I am new to R. Forgive me if this if this question has an obvious answer but I've not been able to find a solution. I have experience with SAS and may just be thinking of this problem in the wrong way.
I have a dataset with repeated measures from hundreds of subjects with each subject having multiple measurements across different ages. Each subject is identified by an ID variable. I'd like to plot each measurement (let's say body WEIGHT) by AGE for each individual subject (ID).
I've used ggplot2 to do something like this:
ggplot(data = dataset, aes(x = AGE, y = WEIGHT )) + geom_line() + facet_wrap(~ID)
This works well for a small number of subjects but won't work for the entire dataset.
I've also tried something like this:
ggplot(data=data, aes(x = AGE,y = BW, group = ID, colour = ID)) + geom_line()
This also works for a small number of subjects but is unreadable with hundreds of subjects.
I've tried to subset using code like this:
temp <- split(dataset,dataset$ID)
but I'm not sure how to work with the resulting dataset. Or perhaps there is a way to simply adjust the facet_wrap so that individual plots are created?
Thanks!
The most general way to subset a data frame by rows and/or columns is the base R Extract[] function, indicated by matched square brackets instead of the usual matched parentheses.
Create Subsets of a Data frame in R Programming – subset() Function. subset() function in R Programming Language is used to create subsets of a Data frame.
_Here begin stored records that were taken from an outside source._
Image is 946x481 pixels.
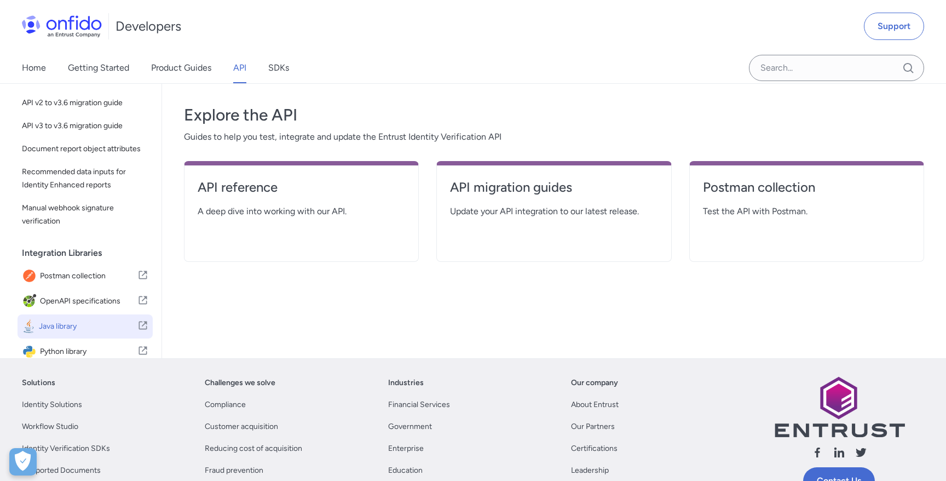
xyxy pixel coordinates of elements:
[18,289,153,313] a: IconOpenAPI specificationsOpenAPI specifications
[864,13,924,40] a: Support
[184,104,924,126] h3: Explore the API
[18,92,153,114] a: API v2 to v3.6 migration guide
[388,420,432,433] a: Government
[773,376,905,437] img: Entrust logo
[854,446,868,459] svg: Follow us X (Twitter)
[571,376,618,389] a: Our company
[571,398,619,411] a: About Entrust
[833,446,846,463] a: Follow us linkedin
[205,464,263,477] a: Fraud prevention
[571,464,609,477] a: Leadership
[571,420,615,433] a: Our Partners
[22,242,157,264] div: Integration Libraries
[18,138,153,160] a: Document report object attributes
[205,442,302,455] a: Reducing cost of acquisition
[205,376,275,389] a: Challenges we solve
[22,420,78,433] a: Workflow Studio
[833,446,846,459] svg: Follow us linkedin
[22,201,148,228] span: Manual webhook signature verification
[703,205,910,218] span: Test the API with Postman.
[205,398,246,411] a: Compliance
[22,398,82,411] a: Identity Solutions
[18,264,153,288] a: IconPostman collectionPostman collection
[22,293,40,309] img: IconOpenAPI specifications
[205,420,278,433] a: Customer acquisition
[18,314,153,338] a: IconJava libraryJava library
[233,53,246,83] a: API
[18,161,153,196] a: Recommended data inputs for Identity Enhanced reports
[703,178,910,205] a: Postman collection
[115,18,181,35] h1: Developers
[22,319,39,334] img: IconJava library
[22,344,40,359] img: IconPython library
[198,178,405,205] a: API reference
[18,197,153,232] a: Manual webhook signature verification
[703,178,910,196] h4: Postman collection
[22,464,101,477] a: Supported Documents
[571,442,617,455] a: Certifications
[18,339,153,363] a: IconPython libraryPython library
[268,53,289,83] a: SDKs
[198,178,405,196] h4: API reference
[9,448,37,475] button: Open Preferences
[198,205,405,218] span: A deep dive into working with our API.
[40,344,137,359] span: Python library
[749,55,924,81] input: Onfido search input field
[22,96,148,109] span: API v2 to v3.6 migration guide
[22,268,40,284] img: IconPostman collection
[854,446,868,463] a: Follow us X (Twitter)
[18,115,153,137] a: API v3 to v3.6 migration guide
[811,446,824,459] svg: Follow us facebook
[40,293,137,309] span: OpenAPI specifications
[151,53,211,83] a: Product Guides
[388,376,424,389] a: Industries
[811,446,824,463] a: Follow us facebook
[388,442,424,455] a: Enterprise
[450,178,657,205] a: API migration guides
[388,398,450,411] a: Financial Services
[22,165,148,192] span: Recommended data inputs for Identity Enhanced reports
[450,178,657,196] h4: API migration guides
[388,464,423,477] a: Education
[22,15,102,37] img: Onfido Logo
[22,376,55,389] a: Solutions
[450,205,657,218] span: Update your API integration to our latest release.
[40,268,137,284] span: Postman collection
[9,448,37,475] div: Cookie Preferences
[68,53,129,83] a: Getting Started
[184,130,924,143] span: Guides to help you test, integrate and update the Entrust Identity Verification API
[22,53,46,83] a: Home
[22,442,110,455] a: Identity Verification SDKs
[22,119,148,132] span: API v3 to v3.6 migration guide
[39,319,137,334] span: Java library
[22,142,148,155] span: Document report object attributes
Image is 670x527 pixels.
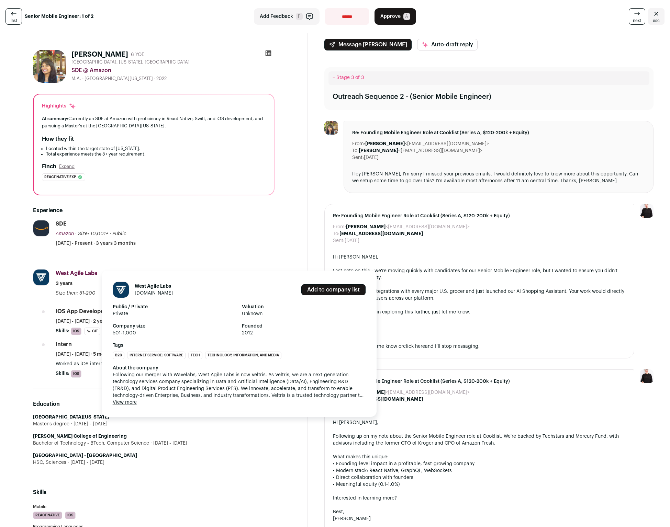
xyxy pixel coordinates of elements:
div: iOS App Developer [56,308,106,315]
a: Close [648,8,664,25]
div: Hey [PERSON_NAME], I'm sorry I missed your previous emails. I would definitely love to know more ... [352,171,645,184]
strong: [GEOGRAPHIC_DATA][US_STATE] [33,415,109,420]
span: Stage 3 of 3 [336,75,364,80]
dd: [DATE] [364,154,378,161]
strong: Company size [113,323,236,330]
div: M.A. - [GEOGRAPHIC_DATA][US_STATE] - 2022 [71,76,274,81]
dd: <[EMAIL_ADDRESS][DOMAIN_NAME]> [346,389,469,396]
a: next [628,8,645,25]
div: 6 YOE [131,51,144,58]
dd: <[EMAIL_ADDRESS][DOMAIN_NAME]> [365,140,489,147]
span: West Agile Labs [56,271,97,276]
span: [DATE] - [DATE] [66,459,104,466]
dt: From: [352,140,365,147]
b: [PERSON_NAME] [365,141,405,146]
li: iOS [71,370,81,378]
span: Following our merger with Wavelabs, West Agile Labs is now Veltris. As Veltris, we are a next-gen... [113,372,365,399]
span: A [403,13,410,20]
span: [DATE] - [DATE] · 2 years 8 months [56,318,133,325]
span: Re: Founding Mobile Engineer Role at Cooklist (Series A, $120-200k + Equity) [352,129,645,136]
span: 501-1,000 [113,330,236,337]
dt: To: [333,230,339,237]
dt: To: [352,147,359,154]
span: Re: Founding Mobile Engineer Role at Cooklist (Series A, $120-200k + Equity) [333,213,625,219]
dt: Sent: [352,154,364,161]
h2: Skills [33,488,274,497]
span: · Size: 10,001+ [75,231,108,236]
div: About the company [113,365,365,372]
h1: [PERSON_NAME] [71,50,128,59]
button: Approve A [374,8,416,25]
span: [DATE] - Present · 3 years 3 months [56,240,136,247]
b: [EMAIL_ADDRESS][DOMAIN_NAME] [339,231,423,236]
span: [DATE] - [DATE] · 5 months · Intern [56,351,132,358]
img: 79d6c010811223998e0dbd0e4e6e11caa013ab70d92c38695e971ede5b286fbe.jpg [113,282,129,298]
span: Skills: [56,328,69,335]
button: Expand [59,164,75,169]
dd: [DATE] [344,237,359,244]
h2: How they fit [42,135,74,143]
span: next [633,18,641,23]
li: Tech [188,352,202,359]
strong: Senior Mobile Engineer: 1 of 2 [25,13,93,20]
span: Private [113,310,236,317]
li: Git [84,328,100,335]
span: [DATE] - [DATE] [69,421,107,428]
h2: Experience [33,206,274,215]
button: Auto-draft reply [417,39,477,50]
div: SDE [56,220,67,228]
img: f4e01ee009db46caf07c5a52b75a8ce690d642809da087eec44d9f258c150251.jpg [324,121,338,135]
li: Total experience meets the 5+ year requirement. [46,151,265,157]
li: iOS [71,328,81,335]
h2: Education [33,400,274,408]
h3: Mobile [33,505,274,509]
li: iOS [65,512,76,519]
div: SDE @ Amazon [71,66,274,75]
img: 79d6c010811223998e0dbd0e4e6e11caa013ab70d92c38695e971ede5b286fbe.jpg [33,270,49,285]
img: 9240684-medium_jpg [639,370,653,383]
div: Master's degree [33,421,274,428]
span: [DATE] - [DATE] [149,440,187,447]
dd: <[EMAIL_ADDRESS][DOMAIN_NAME]> [346,224,469,230]
span: Public [112,231,126,236]
span: Size then: 51-200 [56,291,95,296]
div: Hi [PERSON_NAME], Last note on this - we're moving quickly with candidates for our Senior Mobile ... [333,254,625,350]
strong: Public / Private [113,304,236,310]
dt: From: [333,224,346,230]
b: [EMAIL_ADDRESS][DOMAIN_NAME] [339,397,423,402]
a: click here [403,344,425,349]
button: Add Feedback F [254,8,319,25]
span: · [110,230,111,237]
p: Worked as iOS intern. [56,361,274,367]
h2: Finch [42,162,56,171]
div: Currently an SDE at Amazon with proficiency in React Native, Swift, and iOS development, and purs... [42,115,265,129]
img: e36df5e125c6fb2c61edd5a0d3955424ed50ce57e60c515fc8d516ef803e31c7.jpg [33,220,49,236]
span: React native exp [44,174,76,181]
strong: [PERSON_NAME] College of Engineering [33,434,127,439]
span: AI summary: [42,116,68,121]
img: 9240684-medium_jpg [639,204,653,218]
span: Re: Founding Mobile Engineer Role at Cooklist (Series A, $120-200k + Equity) [333,378,625,385]
dt: Sent: [333,237,344,244]
span: Skills: [56,370,69,377]
button: Message [PERSON_NAME] [324,39,411,50]
a: last [5,8,22,25]
span: Unknown [242,310,365,317]
b: [PERSON_NAME] [359,148,398,153]
strong: Founded [242,323,365,330]
span: 3 years [56,280,72,287]
span: F [296,13,303,20]
span: Amazon [56,231,74,236]
span: 2012 [242,330,365,337]
div: Highlights [42,103,76,110]
strong: Tags [113,342,365,349]
span: Add Feedback [260,13,293,20]
li: Technology, Information, and Media [205,352,281,359]
strong: [GEOGRAPHIC_DATA] - [GEOGRAPHIC_DATA] [33,453,137,458]
img: f4e01ee009db46caf07c5a52b75a8ce690d642809da087eec44d9f258c150251.jpg [33,50,66,83]
span: Approve [380,13,400,20]
a: [DOMAIN_NAME] [135,291,173,296]
li: Located within the target state of [US_STATE]. [46,146,265,151]
span: esc [653,18,659,23]
h1: West Agile Labs [135,283,173,290]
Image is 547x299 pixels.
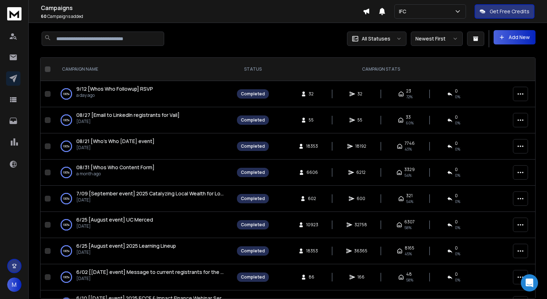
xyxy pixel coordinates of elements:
div: Completed [241,222,265,227]
span: 0 % [454,251,460,256]
span: 0 [454,167,457,172]
img: logo [7,7,21,20]
div: Completed [241,91,265,97]
a: 08/31 [Whos Who Content Form] [76,164,154,171]
div: Completed [241,169,265,175]
div: Completed [241,196,265,201]
td: 100%6/02 [[DATE] event] Message to current registrants for the [DATE] webinar (Linkedin and EB)20... [53,264,232,290]
span: 7/09 [September event] 2025 Catalyzing Local Wealth for Local Good Vail Workshop [76,190,275,197]
span: 0 % [454,146,460,152]
a: 08/27 [Email to LinkedIn registrants for Vail] [76,111,179,119]
p: 100 % [63,90,69,97]
span: 08/21 [Who's Who [DATE] event] [76,138,154,144]
span: 18192 [355,143,366,149]
p: Get Free Credits [489,8,529,15]
span: 0 % [454,120,460,126]
p: a day ago [76,92,153,98]
p: IFC [399,8,409,15]
div: Open Intercom Messenger [520,274,538,291]
a: 6/25 [August event] UC Merced [76,216,153,223]
p: [DATE] [76,197,225,203]
span: 18353 [306,143,318,149]
p: a month ago [76,171,154,177]
span: 08/31 [Whos Who Content Form] [76,164,154,170]
div: Completed [241,248,265,254]
p: 100 % [63,221,69,228]
span: 321 [406,193,412,198]
span: 32 [357,91,364,97]
td: 100%08/27 [Email to LinkedIn registrants for Vail][DATE] [53,107,232,133]
p: [DATE] [76,223,153,229]
p: 100 % [63,143,69,150]
span: 72 % [406,94,412,100]
button: Newest First [410,32,462,46]
div: Completed [241,274,265,280]
div: Completed [241,143,265,149]
span: 3329 [404,167,414,172]
span: 6307 [404,219,414,225]
span: 55 [357,117,364,123]
a: 7/09 [September event] 2025 Catalyzing Local Wealth for Local Good Vail Workshop [76,190,225,197]
td: 100%9/12 [Whos Who Followup] RSVPa day ago [53,81,232,107]
a: 08/21 [Who's Who [DATE] event] [76,138,154,145]
span: 0 % [454,172,460,178]
span: 0 % [454,225,460,230]
span: 54 % [404,172,411,178]
span: 0 [454,219,457,225]
span: 86 [308,274,316,280]
span: 0 % [454,94,460,100]
button: Get Free Credits [474,4,534,19]
span: 0 % [454,198,460,204]
p: [DATE] [76,119,179,124]
span: 60 % [405,120,413,126]
p: [DATE] [76,249,176,255]
span: 58 % [404,225,411,230]
button: M [7,277,21,292]
h1: Campaigns [41,4,362,12]
span: 43 % [404,146,411,152]
td: 100%6/25 [August event] UC Merced[DATE] [53,212,232,238]
span: 0 [454,245,457,251]
p: 100 % [63,195,69,202]
td: 100%08/31 [Whos Who Content Form]a month ago [53,159,232,186]
a: 6/02 [[DATE] event] Message to current registrants for the [DATE] webinar (Linkedin and EB)2025 E... [76,268,225,275]
span: 166 [357,274,364,280]
th: STATUS [232,58,273,81]
p: 100 % [63,247,69,254]
p: [DATE] [76,275,225,281]
td: 100%08/21 [Who's Who [DATE] event][DATE] [53,133,232,159]
span: 33 [405,114,410,120]
span: 0 [454,88,457,94]
th: CAMPAIGN STATS [273,58,488,81]
span: 58 % [406,277,413,283]
span: 45 % [404,251,411,256]
button: Add New [493,30,535,44]
span: 18353 [306,248,318,254]
span: 54 % [406,198,413,204]
span: 6212 [356,169,365,175]
span: 10923 [306,222,318,227]
a: 6/25 [August event] 2025 Learning Lineup [76,242,176,249]
div: Completed [241,117,265,123]
span: 32758 [354,222,367,227]
span: 600 [356,196,365,201]
span: 55 [308,117,316,123]
a: 9/12 [Whos Who Followup] RSVP [76,85,153,92]
p: [DATE] [76,145,154,150]
span: 60 [41,13,47,19]
span: 6606 [306,169,318,175]
p: 100 % [63,169,69,176]
span: 0 [454,271,457,277]
span: 0 [454,193,457,198]
span: 0 [454,114,457,120]
td: 100%6/25 [August event] 2025 Learning Lineup[DATE] [53,238,232,264]
span: 08/27 [Email to LinkedIn registrants for Vail] [76,111,179,118]
span: 602 [308,196,316,201]
span: 0 [454,140,457,146]
p: Campaigns added [41,14,362,19]
span: 23 [406,88,411,94]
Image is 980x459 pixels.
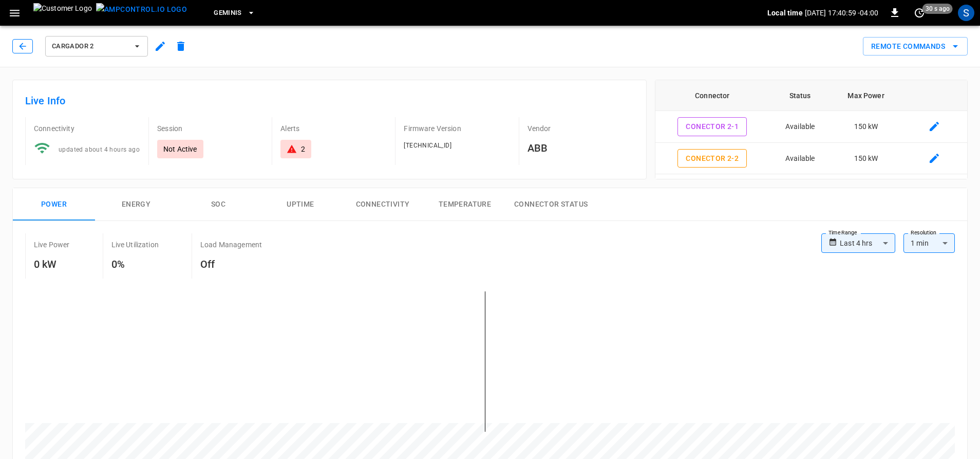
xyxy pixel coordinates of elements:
td: 150 kW [831,143,902,175]
p: Not Active [163,144,198,154]
span: updated about 4 hours ago [58,146,140,154]
label: Resolution [911,229,937,237]
td: 150 kW [831,174,902,206]
p: Connectivity [34,123,141,134]
button: Power [13,188,95,221]
button: Remote Commands [863,37,968,56]
p: [DATE] 17:40:59 -04:00 [805,8,878,18]
p: Live Power [34,239,70,250]
button: SOC [177,188,260,221]
div: remote commands options [863,37,968,56]
button: Cargador 2 [46,36,148,56]
h6: 0 kW [34,256,70,272]
button: Temperature [424,188,506,221]
div: 1 min [904,233,955,253]
button: Connectivity [342,188,424,221]
h6: Live Info [25,93,634,109]
p: Local time [767,8,803,18]
label: Time Range [829,229,858,237]
td: Available [770,143,831,175]
button: Connector Status [506,188,596,221]
p: Live Utilization [112,239,159,250]
span: Cargador 2 [52,40,128,52]
table: connector table [656,81,967,237]
td: Available [770,111,831,143]
h6: Off [201,256,262,272]
p: Firmware Version [404,123,511,134]
button: Energy [95,188,177,221]
p: Session [157,123,264,134]
th: Status [770,81,831,111]
button: Conector 2-1 [678,117,747,136]
span: [TECHNICAL_ID] [404,142,451,149]
p: Alerts [280,123,387,134]
p: Vendor [528,123,634,134]
th: Connector [656,81,770,111]
td: Faulted [770,174,831,206]
th: Max Power [831,81,902,111]
button: Uptime [260,188,342,221]
div: Last 4 hrs [840,233,896,253]
p: Load Management [201,239,262,250]
button: Geminis [210,3,260,23]
h6: ABB [528,140,634,157]
span: 30 s ago [923,4,953,14]
button: set refresh interval [912,5,928,21]
button: Conector 2-2 [678,149,747,168]
td: 150 kW [831,111,902,143]
div: profile-icon [958,5,975,21]
span: Geminis [213,7,242,19]
img: ampcontrol.io logo [96,3,187,16]
div: 2 [301,144,305,154]
img: Customer Logo [33,3,92,23]
h6: 0% [112,256,159,272]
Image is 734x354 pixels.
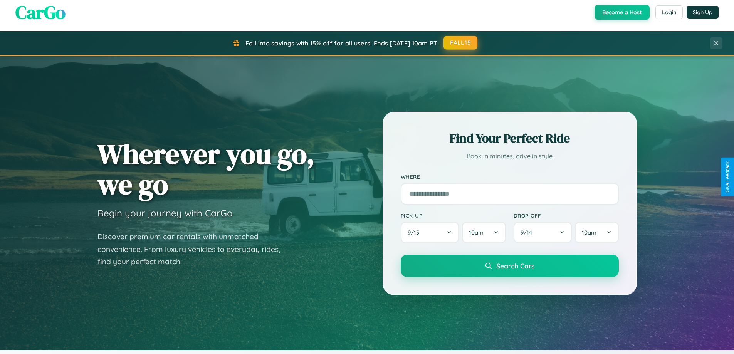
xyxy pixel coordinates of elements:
button: Become a Host [594,5,649,20]
span: 9 / 14 [520,229,536,236]
button: FALL15 [443,36,477,50]
span: 10am [469,229,483,236]
button: 10am [575,222,618,243]
button: 9/14 [513,222,572,243]
span: 9 / 13 [407,229,423,236]
button: 9/13 [401,222,459,243]
button: Sign Up [686,6,718,19]
h1: Wherever you go, we go [97,139,315,200]
label: Where [401,173,619,180]
button: Search Cars [401,255,619,277]
span: Search Cars [496,262,534,270]
button: Login [655,5,682,19]
label: Drop-off [513,212,619,219]
span: Fall into savings with 15% off for all users! Ends [DATE] 10am PT. [245,39,438,47]
p: Discover premium car rentals with unmatched convenience. From luxury vehicles to everyday rides, ... [97,230,290,268]
div: Give Feedback [724,161,730,193]
h3: Begin your journey with CarGo [97,207,233,219]
label: Pick-up [401,212,506,219]
h2: Find Your Perfect Ride [401,130,619,147]
span: 10am [582,229,596,236]
p: Book in minutes, drive in style [401,151,619,162]
button: 10am [462,222,505,243]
This can also be used to drop columns from a data frame.
The filter() function is used to subset a data frame, retaining all rows that satisfy your conditions.
Because you want to split up the dataset and make a plot for each level of a factor, I would approach this with one of the split-apply-return tools from the plyr
package.
Here is a toy example using the mtcars
dataset. I first create the plot and name it p
, then use dlply
to split the dataset by a factor and return a plot for each level. I'm taking advantage of %+%
from ggplot2
to replace the data.frame in a plot.
p = ggplot(data = mtcars, aes(x = wt, y = mpg)) +
geom_line()
require(plyr)
dlply(mtcars, .(cyl), function(x) p %+% x)
This returns all the plots, one after another. If you name the resulting list object you can also call one plot at a time.
plots = dlply(mtcars, .(cyl), function(x) p %+% x)
plots[1]
Edit
I started thinking about putting a title on each plot based on the factor, which seems like it would be useful.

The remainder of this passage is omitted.